Hakim Bey on Permanent Autonomous Zones
While the anarchist author Hakim Bey’s visions are different from our own in many ways, there are strong similarities as well. For example, Wikipedia says:
While the anarchist author Hakim Bey’s visions are different from our own in many ways, there are strong similarities as well. For example, Wikipedia says:
Sorry for the lack of new content lately, I’m still recovering from my injury. To make sure you don’t forget about us, check out Seasteading: engineering the long tail of nations, an Ars Technica piece on us from earlier this week.
My right arm got overly excited by this whole microstate concept earlier today, and seceded from its socket. While it has been forcibly reunited with its fatherland, it was weakened by the attempted rebellion, and as a result I’m going to be a one handed typist for a week or three. Obviously this means you should expect less blogging and not much in the way of replying to emails. I may pass off some projects to other people in the interim, we’ll see. Hopefully I can find some good typing-less work to do, like catching up on some background reading.
Main areas this week – pictures, conference, volunteers, wiki.
As I was falling asleep and visualizing breakwaters (design, manufacture, and deployment thereof), I thought about how my favored breakwater design works by making the waves pile up and break (as opposed to being a wall that breaks the waves). And suddenly I realized that, if it was deployed in a circle to protect a seastead colony…it would be a never-ending surf break!
Check out Topsider Homes, builder of Hurricane-Proof homes in the southeastern US:
This is a guest post from Jim Lee, author of the paper Castles In The Sea: A Survey of Artificial Islands and Floating Utopias in our Misc Resources section.
I’ve created a Flickr Group for seasteading images. If you’d like to be able to add photos, just email us your Flickr username and some example pictures. You can also subscribe to it by RSS. We plan to integrate the feed into the site at some point, but using a mature external service seemed like the easiest thing for now. Here is a live slideshow of the photostream:
Sorry this is late, I’ve been sick since Friday, and a bit overwhelmed with the email deluge resulting from our big media week last week. Plus Monday was a holiday, so Friday will be my seasteading day this week. But I wanted to get this email out because there’s lots in it and will be lots more on Monday, I expect.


• **Aim of the exercise**: Set down the data below in full, exactly as it reads, but without the pictures.

Data entries for graphics
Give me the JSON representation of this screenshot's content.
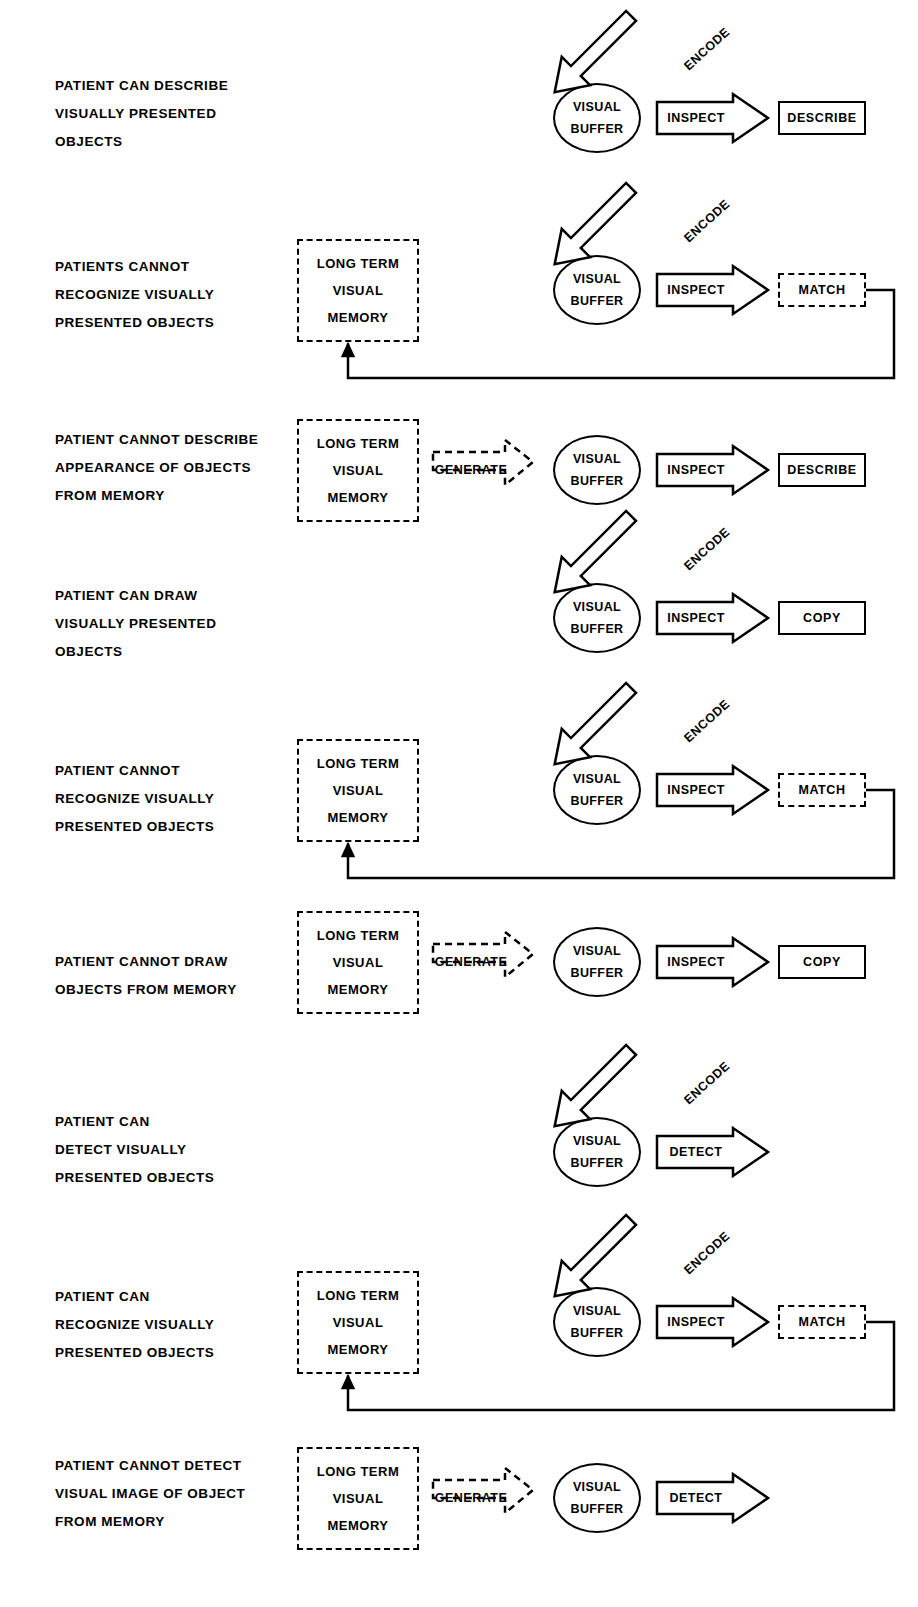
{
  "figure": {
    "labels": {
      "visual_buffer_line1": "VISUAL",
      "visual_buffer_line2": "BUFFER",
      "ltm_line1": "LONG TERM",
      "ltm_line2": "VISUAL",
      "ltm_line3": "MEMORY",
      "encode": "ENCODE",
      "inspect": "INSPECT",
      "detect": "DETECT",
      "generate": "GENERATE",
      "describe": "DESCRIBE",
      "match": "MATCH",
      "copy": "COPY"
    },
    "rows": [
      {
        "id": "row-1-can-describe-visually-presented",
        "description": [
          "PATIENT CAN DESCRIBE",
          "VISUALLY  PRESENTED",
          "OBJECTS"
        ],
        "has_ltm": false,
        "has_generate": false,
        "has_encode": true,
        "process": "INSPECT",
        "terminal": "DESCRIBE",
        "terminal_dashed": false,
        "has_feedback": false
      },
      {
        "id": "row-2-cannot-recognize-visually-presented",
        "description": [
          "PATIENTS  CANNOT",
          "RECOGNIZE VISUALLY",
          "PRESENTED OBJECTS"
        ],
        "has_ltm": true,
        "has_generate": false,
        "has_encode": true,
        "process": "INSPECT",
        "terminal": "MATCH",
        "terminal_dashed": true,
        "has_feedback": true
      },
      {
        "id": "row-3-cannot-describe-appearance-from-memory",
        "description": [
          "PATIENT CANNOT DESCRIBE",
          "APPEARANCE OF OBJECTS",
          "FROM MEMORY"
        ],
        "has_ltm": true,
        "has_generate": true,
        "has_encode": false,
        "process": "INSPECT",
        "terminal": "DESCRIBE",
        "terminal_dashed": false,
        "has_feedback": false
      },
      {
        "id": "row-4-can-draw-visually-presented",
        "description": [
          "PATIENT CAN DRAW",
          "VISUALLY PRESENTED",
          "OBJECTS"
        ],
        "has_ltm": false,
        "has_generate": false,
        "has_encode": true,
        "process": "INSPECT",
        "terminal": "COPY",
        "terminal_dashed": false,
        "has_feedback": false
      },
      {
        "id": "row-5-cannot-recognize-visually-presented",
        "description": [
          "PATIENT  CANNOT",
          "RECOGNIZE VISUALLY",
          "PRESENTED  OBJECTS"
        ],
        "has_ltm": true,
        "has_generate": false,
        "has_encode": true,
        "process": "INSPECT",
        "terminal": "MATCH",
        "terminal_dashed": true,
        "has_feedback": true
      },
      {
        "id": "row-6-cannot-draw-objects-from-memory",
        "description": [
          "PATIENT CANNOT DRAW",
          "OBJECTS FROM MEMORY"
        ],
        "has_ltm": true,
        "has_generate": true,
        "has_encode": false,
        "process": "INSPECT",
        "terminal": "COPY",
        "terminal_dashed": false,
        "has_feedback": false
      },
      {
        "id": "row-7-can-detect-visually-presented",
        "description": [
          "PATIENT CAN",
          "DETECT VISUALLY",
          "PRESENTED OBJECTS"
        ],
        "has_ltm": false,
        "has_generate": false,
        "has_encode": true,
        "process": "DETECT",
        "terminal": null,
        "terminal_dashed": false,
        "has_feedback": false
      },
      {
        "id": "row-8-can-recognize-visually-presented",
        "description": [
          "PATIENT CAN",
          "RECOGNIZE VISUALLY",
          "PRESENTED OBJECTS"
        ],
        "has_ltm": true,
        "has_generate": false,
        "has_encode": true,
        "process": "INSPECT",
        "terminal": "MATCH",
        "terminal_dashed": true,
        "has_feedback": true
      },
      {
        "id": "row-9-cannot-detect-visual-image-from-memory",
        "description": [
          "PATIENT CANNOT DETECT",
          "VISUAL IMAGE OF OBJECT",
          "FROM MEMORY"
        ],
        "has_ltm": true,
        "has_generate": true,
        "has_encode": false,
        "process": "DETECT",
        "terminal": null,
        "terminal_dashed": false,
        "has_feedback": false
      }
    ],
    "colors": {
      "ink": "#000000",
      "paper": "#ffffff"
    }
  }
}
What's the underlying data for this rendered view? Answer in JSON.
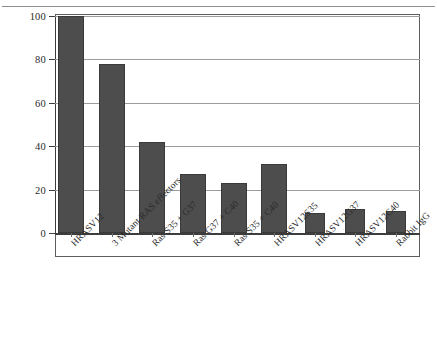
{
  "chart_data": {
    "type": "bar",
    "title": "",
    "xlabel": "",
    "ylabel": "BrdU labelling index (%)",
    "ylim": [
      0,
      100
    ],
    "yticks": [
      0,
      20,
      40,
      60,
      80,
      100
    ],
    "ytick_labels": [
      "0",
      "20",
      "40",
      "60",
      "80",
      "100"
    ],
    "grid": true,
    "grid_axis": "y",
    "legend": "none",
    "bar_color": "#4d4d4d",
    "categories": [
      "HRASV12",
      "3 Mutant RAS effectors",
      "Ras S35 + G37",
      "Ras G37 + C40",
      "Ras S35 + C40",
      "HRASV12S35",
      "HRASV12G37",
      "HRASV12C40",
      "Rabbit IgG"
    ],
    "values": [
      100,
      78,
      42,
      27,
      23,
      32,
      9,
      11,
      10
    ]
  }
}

• **Exercise result**:
Give me the JSON representation of this screenshot's content.
{
  "figure": {
    "labels": {
      "visual_buffer_line1": "VISUAL",
      "visual_buffer_line2": "BUFFER",
      "ltm_line1": "LONG TERM",
      "ltm_line2": "VISUAL",
      "ltm_line3": "MEMORY",
      "encode": "ENCODE",
      "inspect": "INSPECT",
      "detect": "DETECT",
      "generate": "GENERATE",
      "describe": "DESCRIBE",
      "match": "MATCH",
      "copy": "COPY"
    },
    "rows": [
      {
        "id": "row-1-can-describe-visually-presented",
        "description": [
          "PATIENT CAN DESCRIBE",
          "VISUALLY  PRESENTED",
          "OBJECTS"
        ],
        "has_ltm": false,
        "has_generate": false,
        "has_encode": true,
        "process": "INSPECT",
        "terminal": "DESCRIBE",
        "terminal_dashed": false,
        "has_feedback": false
      },
      {
        "id": "row-2-cannot-recognize-visually-presented",
        "description": [
          "PATIENTS  CANNOT",
          "RECOGNIZE VISUALLY",
          "PRESENTED OBJECTS"
        ],
        "has_ltm": true,
        "has_generate": false,
        "has_encode": true,
        "process": "INSPECT",
        "terminal": "MATCH",
        "terminal_dashed": true,
        "has_feedback": true
      },
      {
        "id": "row-3-cannot-describe-appearance-from-memory",
        "description": [
          "PATIENT CANNOT DESCRIBE",
          "APPEARANCE OF OBJECTS",
          "FROM MEMORY"
        ],
        "has_ltm": true,
        "has_generate": true,
        "has_encode": false,
        "process": "INSPECT",
        "terminal": "DESCRIBE",
        "terminal_dashed": false,
        "has_feedback": false
      },
      {
        "id": "row-4-can-draw-visually-presented",
        "description": [
          "PATIENT CAN DRAW",
          "VISUALLY PRESENTED",
          "OBJECTS"
        ],
        "has_ltm": false,
        "has_generate": false,
        "has_encode": true,
        "process": "INSPECT",
        "terminal": "COPY",
        "terminal_dashed": false,
        "has_feedback": false
      },
      {
        "id": "row-5-cannot-recognize-visually-presented",
        "description": [
          "PATIENT  CANNOT",
          "RECOGNIZE VISUALLY",
          "PRESENTED  OBJECTS"
        ],
        "has_ltm": true,
        "has_generate": false,
        "has_encode": true,
        "process": "INSPECT",
        "terminal": "MATCH",
        "terminal_dashed": true,
        "has_feedback": true
      },
      {
        "id": "row-6-cannot-draw-objects-from-memory",
        "description": [
          "PATIENT CANNOT DRAW",
          "OBJECTS FROM MEMORY"
        ],
        "has_ltm": true,
        "has_generate": true,
        "has_encode": false,
        "process": "INSPECT",
        "terminal": "COPY",
        "terminal_dashed": false,
        "has_feedback": false
      },
      {
        "id": "row-7-can-detect-visually-presented",
        "description": [
          "PATIENT CAN",
          "DETECT VISUALLY",
          "PRESENTED OBJECTS"
        ],
        "has_ltm": false,
        "has_generate": false,
        "has_encode": true,
        "process": "DETECT",
        "terminal": null,
        "terminal_dashed": false,
        "has_feedback": false
      },
      {
        "id": "row-8-can-recognize-visually-presented",
        "description": [
          "PATIENT CAN",
          "RECOGNIZE VISUALLY",
          "PRESENTED OBJECTS"
        ],
        "has_ltm": true,
        "has_generate": false,
        "has_encode": true,
        "process": "INSPECT",
        "terminal": "MATCH",
        "terminal_dashed": true,
        "has_feedback": true
      },
      {
        "id": "row-9-cannot-detect-visual-image-from-memory",
        "description": [
          "PATIENT CANNOT DETECT",
          "VISUAL IMAGE OF OBJECT",
          "FROM MEMORY"
        ],
        "has_ltm": true,
        "has_generate": true,
        "has_encode": false,
        "process": "DETECT",
        "terminal": null,
        "terminal_dashed": false,
        "has_feedback": false
      }
    ],
    "colors": {
      "ink": "#000000",
      "paper": "#ffffff"
    }
  }
}
What's the underlying data for this rendered view? Answer in JSON.
{
  "chart_data": {
    "type": "bar",
    "title": "",
    "xlabel": "",
    "ylabel": "BrdU labelling index (%)",
    "ylim": [
      0,
      100
    ],
    "yticks": [
      0,
      20,
      40,
      60,
      80,
      100
    ],
    "ytick_labels": [
      "0",
      "20",
      "40",
      "60",
      "80",
      "100"
    ],
    "grid": true,
    "grid_axis": "y",
    "legend": "none",
    "bar_color": "#4d4d4d",
    "categories": [
      "HRASV12",
      "3 Mutant RAS effectors",
      "Ras S35 + G37",
      "Ras G37 + C40",
      "Ras S35 + C40",
      "HRASV12S35",
      "HRASV12G37",
      "HRASV12C40",
      "Rabbit IgG"
    ],
    "values": [
      100,
      78,
      42,
      27,
      23,
      32,
      9,
      11,
      10
    ]
  }
}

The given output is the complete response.